WRITING BULLETS

How to Write Quantified Resume Bullet Points

The formula every recruiter-approved bullet point follows — and how to retrofit yours without inventing numbers you can't defend in an interview.

4 min readUpdated

Recruiters scan the bullets under each job for about three seconds. In those three seconds they're looking for a verb, a unit, and a number. "Led a team" is a bullet. "Led a team of 8 engineers to cut deploy time from 45 to 6 minutes, saving the platform team roughly 120 engineering hours per quarter" is a bullet that lands.

This guide walks through the quantified-bullet formula, what "quantification" actually means when you don't have exact numbers, and how to retrofit an existing resume bullet by bullet.

The verb + noun + outcome formula

The quantified-bullet formula is: strong verb + noun + measurable outcome + timeframe. You don't need to count revenue for every bullet; any measurable signal works — users served, meetings run, code reviewed, tickets closed, accuracy improved, time saved, error rate reduced. A bullet with honest numbers in it is better than a bullet with vague superlatives ("significantly improved performance") because vague claims look padded, and padded claims look like lying.
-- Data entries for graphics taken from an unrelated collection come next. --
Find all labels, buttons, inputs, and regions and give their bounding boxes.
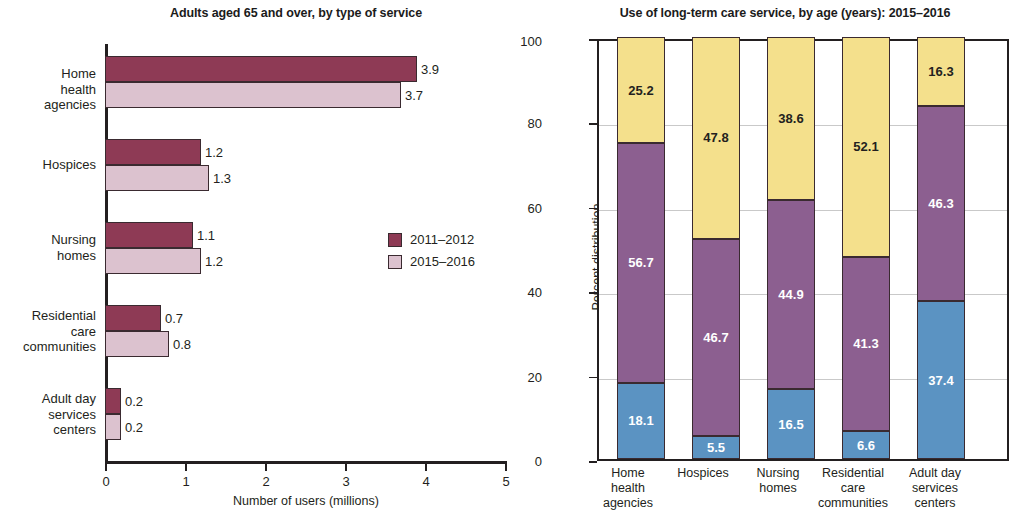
right-segment-65-84[interactable]: 41.3 [842,257,890,431]
left-bar-value: 0.7 [165,311,183,326]
left-bar-value: 0.8 [173,337,191,352]
left-bar-value: 3.7 [405,88,423,103]
left-bar-2011[interactable]: 3.9 [105,56,417,82]
right-segment-65-84[interactable]: 56.7 [617,143,665,382]
label-line: care [810,481,896,496]
label-line: agencies [589,496,667,511]
right-segment-value: 38.6 [778,112,803,125]
legend-item-2015-2016[interactable]: 2015–2016 [388,254,475,269]
left-bar-2015[interactable]: 0.2 [105,414,121,440]
left-bar-2011[interactable]: 0.2 [105,388,121,414]
y-axis-tick [589,292,597,294]
left-chart-legend: 2011–2012 2015–2016 [388,232,475,276]
x-axis-tick [265,463,267,471]
right-segment-85-and-over[interactable]: 38.6 [767,37,815,200]
left-bar-value: 1.2 [205,254,223,269]
y-axis-tick-label: 80 [502,116,542,131]
left-bar-value: 1.1 [197,228,215,243]
right-segment-value: 6.6 [857,439,875,452]
legend-item-2011-2012[interactable]: 2011–2012 [388,232,475,247]
legend-swatch-icon [388,233,402,247]
x-axis-tick-label: 4 [422,474,429,489]
right-segment-value: 37.4 [928,374,953,387]
right-category-label: Adult day services centers [895,466,975,511]
left-category-label: Adult day services centers [42,391,96,438]
label-line: homes [739,481,817,496]
left-bar-value: 0.2 [125,394,143,409]
left-bar-2015[interactable]: 0.8 [105,331,169,357]
right-segment-value: 52.1 [853,140,878,153]
right-segment-value: 44.9 [778,288,803,301]
y-axis-tick [589,39,597,41]
label-line: Hospices [43,157,96,173]
legend-swatch-icon [388,255,402,269]
right-segment-value: 56.7 [628,256,653,269]
label-line: centers [895,496,975,511]
left-bar-value: 3.9 [421,62,439,77]
label-line: communities [23,339,96,355]
label-line: Residential [810,466,896,481]
right-segment-value: 16.5 [778,418,803,431]
label-line: homes [51,248,96,264]
label-line: agencies [44,97,96,113]
right-category-label: Home health agencies [589,466,667,511]
left-chart-x-axis-line [105,461,507,464]
right-segment-value: 25.2 [628,84,653,97]
right-segment-85-and-over[interactable]: 16.3 [917,37,965,106]
left-category-label: Nursing homes [51,232,96,263]
left-bar-value: 1.2 [205,145,223,160]
right-segment-85-and-over[interactable]: 47.8 [692,37,740,239]
label-line: Nursing [739,466,817,481]
label-line: services [42,407,96,423]
right-chart-plot-area: 18.1 56.7 25.2 5.5 46.7 47.8 16.5 [597,39,1009,461]
label-line: Hospices [664,466,742,481]
x-axis-tick [425,463,427,471]
right-segment-value: 16.3 [928,65,953,78]
y-axis-tick [589,208,597,210]
y-axis-tick-label: 40 [502,285,542,300]
y-axis-tick-label: 0 [502,454,542,469]
right-segment-value: 5.5 [707,441,725,454]
y-axis-tick [589,377,597,379]
x-axis-tick [345,463,347,471]
right-chart-title: Use of long-term care service, by age (y… [565,6,1005,20]
x-axis-tick [185,463,187,471]
x-axis-tick-label: 1 [182,474,189,489]
left-bar-2015[interactable]: 3.7 [105,82,401,108]
x-axis-tick-label: 2 [262,474,269,489]
right-segment-65-84[interactable]: 46.7 [692,239,740,436]
left-bar-2011[interactable]: 1.1 [105,222,193,248]
y-axis-tick [589,123,597,125]
right-segment-value: 46.7 [703,331,728,344]
label-line: Nursing [51,232,96,248]
left-category-label: Residential care communities [23,308,96,355]
right-segment-under-65[interactable]: 5.5 [692,436,740,459]
x-axis-tick-label: 3 [342,474,349,489]
left-bar-value: 1.3 [213,171,231,186]
left-category-label: Home health agencies [44,66,96,113]
right-segment-value: 41.3 [853,337,878,350]
label-line: Home [589,466,667,481]
right-segment-value: 46.3 [928,197,953,210]
right-category-label: Nursing homes [739,466,817,496]
label-line: care [23,324,96,340]
label-line: Adult day [42,391,96,407]
y-axis-tick-label: 60 [502,200,542,215]
right-segment-85-and-over[interactable]: 52.1 [842,37,890,257]
right-segment-65-84[interactable]: 44.9 [767,200,815,390]
label-line: health [589,481,667,496]
left-bar-2015[interactable]: 1.3 [105,165,209,191]
y-axis-tick-label: 20 [502,369,542,384]
left-bar-2011[interactable]: 0.7 [105,305,161,331]
left-bar-2011[interactable]: 1.2 [105,139,201,165]
right-segment-85-and-over[interactable]: 25.2 [617,37,665,143]
left-bar-2015[interactable]: 1.2 [105,248,201,274]
y-axis-tick [589,461,597,463]
left-category-label: Hospices [43,157,96,173]
right-segment-value: 18.1 [628,414,653,427]
right-segment-under-65[interactable]: 37.4 [917,301,965,459]
right-segment-under-65[interactable]: 18.1 [617,383,665,459]
right-segment-65-84[interactable]: 46.3 [917,106,965,301]
right-segment-under-65[interactable]: 6.6 [842,431,890,459]
right-segment-under-65[interactable]: 16.5 [767,389,815,459]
Strong verbs are specific verbs. "Led" is OK; "Drove", "Shipped", "Negotiated", "Scaled", "Cut", "Recovered", "Migrated" are stronger because they imply a specific action. Avoid "Responsible for" entirely — it describes a role, not a contribution.

How to quantify when you don't have exact numbers

Order-of-magnitude is fine. "Roughly a third" is a number. "Around 20 customers" is a number. "Over 1,000 daily users" is a number. Being specific-but-approximate reads as honest; being unspecific-or-round reads as puffed.

If you genuinely can't find a quantifiable outcome, switch to a structural quantifier: team size, project duration, number of stakeholders, scope of system. "Designed the payment integration used across all 4 product lines" is more credible than "Worked on a major payment integration" even with no dollar figure.

When you do have exact numbers, use them — don't round. "Cut p95 latency from 820ms to 210ms" is more believable than "Reduced latency by ~75%" because the specific numbers are unfakeable. Specific reads as honest.

Retrofitting an existing resume

If you're retrofitting an old resume, go line by line and ask two questions per bullet: "How would you measure whether I did this well?" and "What was the order of magnitude of the outcome?" The answers don't need to be precise. Then rewrite the bullet to lead with the outcome, not the activity. Before: "Worked on the checkout flow." After: "Rebuilt the checkout flow in React, cutting cart-abandonment rate from 31% to 22% over Q3."

Three honest tests for each bullet: (1) Could I defend every number in this sentence in an interview? (2) Does the verb describe a specific action, not a job duty? (3) Does the outcome actually matter to a stranger reading 50 resumes? If any of those is "no", rewrite or cut.

Frequently asked questions

How many bullets per role should I have?
4-6 bullets per role for your most recent two positions, 2-4 for older positions, 1-2 for anything more than 10 years back. Junior candidates with one job should not pad to 8 bullets — better to have 5 strong bullets than 8 weak ones.
Can I use bullets that don't have numbers?
Occasionally, for context bullets that frame the role ("Joined as the first product engineer" or "Reported to the VP of Engineering"). But every bullet that describes an accomplishment should have at least one quantifier. If you have 6 bullets per role, ideally 5 have numbers and 1 is contextual.
What if my numbers are unimpressive?
Use the number anyway. A bullet that says "Onboarded 3 customers in my first quarter" beats a bullet that says "Onboarded customers" — the former tells the reviewer you can count and report on your work, which is itself a signal of seniority. Bigger numbers will come with later roles.
Should I use AI tools to write my bullets?
AI tools are useful for sharpening verb choice and for stress-testing whether a bullet makes sense, but the raw numbers and claims must come from you. Generic AI-generated bullets ("Collaborated with cross-functional teams to drive impactful outcomes") are instantly recognisable to hiring managers and signal laziness. Use AI as an editor, not a ghostwriter.